I think the idea has a solid conceptual basis, but I worry that in practice it would just feel rather gamey unless and until major changes to the 'overworld' mechanics occur. The problem is that when two fleets are hostile and tracking each other, neither one can perform salvage or recovery. This means that profiting from a raid as well as recovering from one both run into the issue of first having to kite and lose the enemy before - predictably - returning to the spot where the raid happened. And that activity is inherently gamey because it doesn't make any sense in a real-world scenario. Unless one of the fleets were forced to retire by some outside force, neither of them would be able to reasonably conduct salvage operations in the warzone in which they are both committed.
AI fleets stand down after a battle, so, for the player, getting away should be easy. Also, I don't know what you're talking about it being gamey; putting people in a situation where they have to abandon their goods, then coming back to loot after they leave has been done throughout history. There's probably even a name for it.
the other reason for raiding; Reducing the enemy's CR by forcing them to commit forces, would more often than not end up being a zero-sum gain.
Reducing the enemy's CR is not a reason for raiding, so I would hope it's a zero-sum game.
- Being able to flatly deny deployment of some crucial ships when enemy raids me (in either raid or main battle) or forcing me to deploy it twice would feel really unfair.
- Then there is problem of officers - they can't be reassigned between rounds. Even if I have empty ships to fight 2 engagements, without officers they are fodder.
It's meant to be a tough choice, and in my experience ships without officers work just fine. However, I am noticing more problems with the two battle arrangement, so maybe the raid should replace the first normal battle. It's not quite that simple, though, so I'll have to think on it.
Defender knows exact raid composition after auto-deploy ships are determined,
I don't think the defenders should know exactly what the raiders are deploying, but they should definitely see which of their own ships are being auto-deployed. I think simply tagging them "Auto-Deploy" or something on the initial deployment screen would do. Maybe there should be a bar showing how many of the raider's DPs the civ ships are taking up so you can guestimate their strength.
The raiders should probably know what enemy civ ships will be deployed given the available DP.
phase frigates or Hyperion from auto-deleting any civ ships in defender fleet.
I think what I've already said covers the rest, but I'd like to give phase ships a special mention. Hyperion is the Hyperion - it's supposed to be amazing.
Phase ships, while I know they're supposed to be good, are currently as, or even more, godlike than the Hyperion at assassinating ships. I am pretty sure you can defeat the highest level bounties with just an Afflictor, since you only have to kill the target to get the payout.
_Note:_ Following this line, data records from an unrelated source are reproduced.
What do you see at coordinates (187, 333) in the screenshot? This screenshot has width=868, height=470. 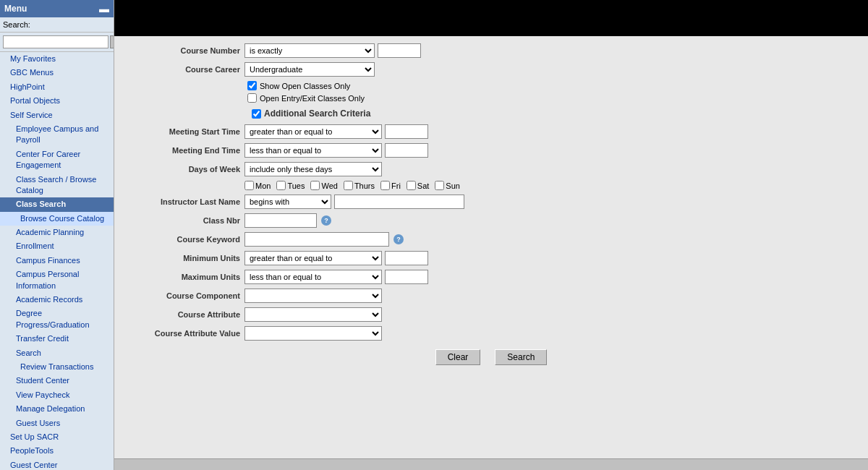 I see `course-attribute-value-label: Course Attribute Value` at bounding box center [187, 333].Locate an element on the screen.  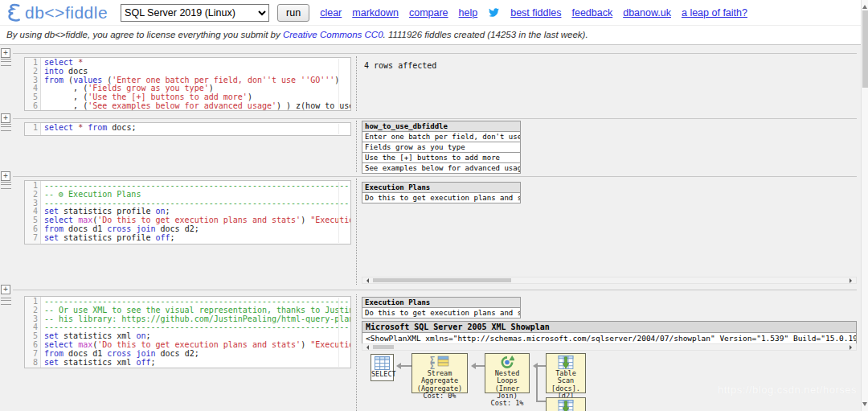
result-row: Use the [+] buttons to add more is located at coordinates (442, 158).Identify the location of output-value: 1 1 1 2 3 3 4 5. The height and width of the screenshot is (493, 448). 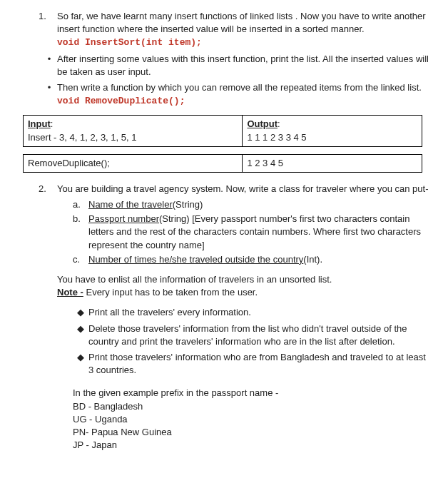
(277, 137).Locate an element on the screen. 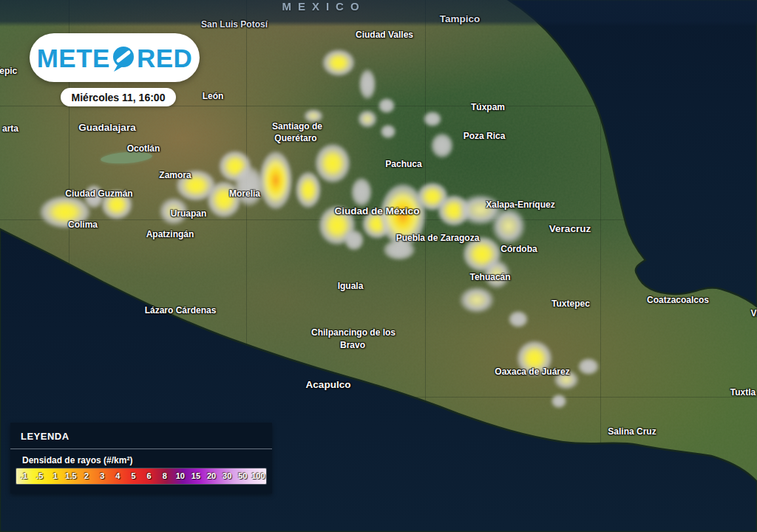  datetime-badge: Miércoles 11, 16:00 is located at coordinates (118, 98).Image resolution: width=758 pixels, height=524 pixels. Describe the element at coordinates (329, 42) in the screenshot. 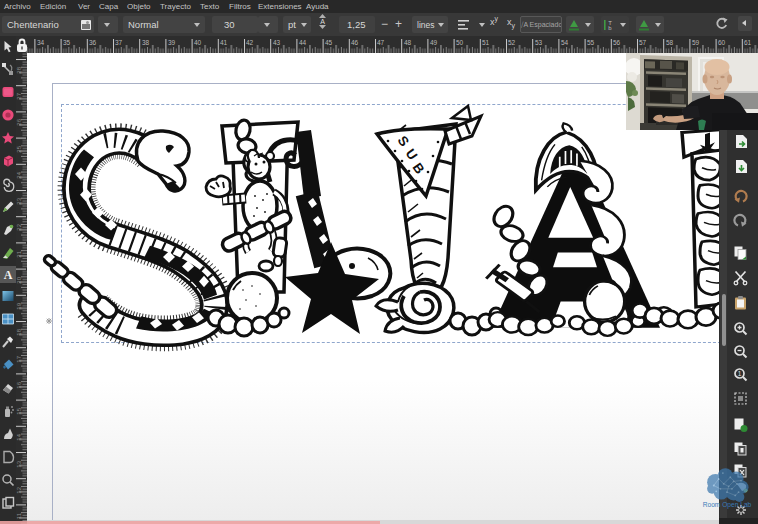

In 0.9 the Harbinger might be even better at it; how many things can survive something that can disrupt shields, mount three Typhoon Reaper Launchers, and turn invincible at will?
It's that last thing, I think, that makes phase ships so powerful in player hands. If the AI could exploit phasing the same way then everyone would be complaining about it.
Also, what about hybrid ships like Mule, Venture, etc. Do they also get auto-deployed?
My intent is that only ships with the civilian tag in Ship_Data.csv are autodeployed. (And mothballed ships.) Mule, Venture, etc. do not have that tag. That the game never explicitly tells us which ships have the civilian tag is a design flaw that should really be remedied.
More importantly, every deployment point the raiders don't use forces the defenders' civ ships to deploy at the start of the battle.
Also, please not this. It would allow raider to choose between a moderate threat to large amount of ships (few raiders, many targets) and surefire kill of one target (many raiders, one target).
Given that, as I said, the defender can deploy ships with the civ ships, I don't think the first situation would be that big a deal. For the latter, I think that could usually only happen when the defenders are already super outnumbered, i.e. they are in deep trouble anyways.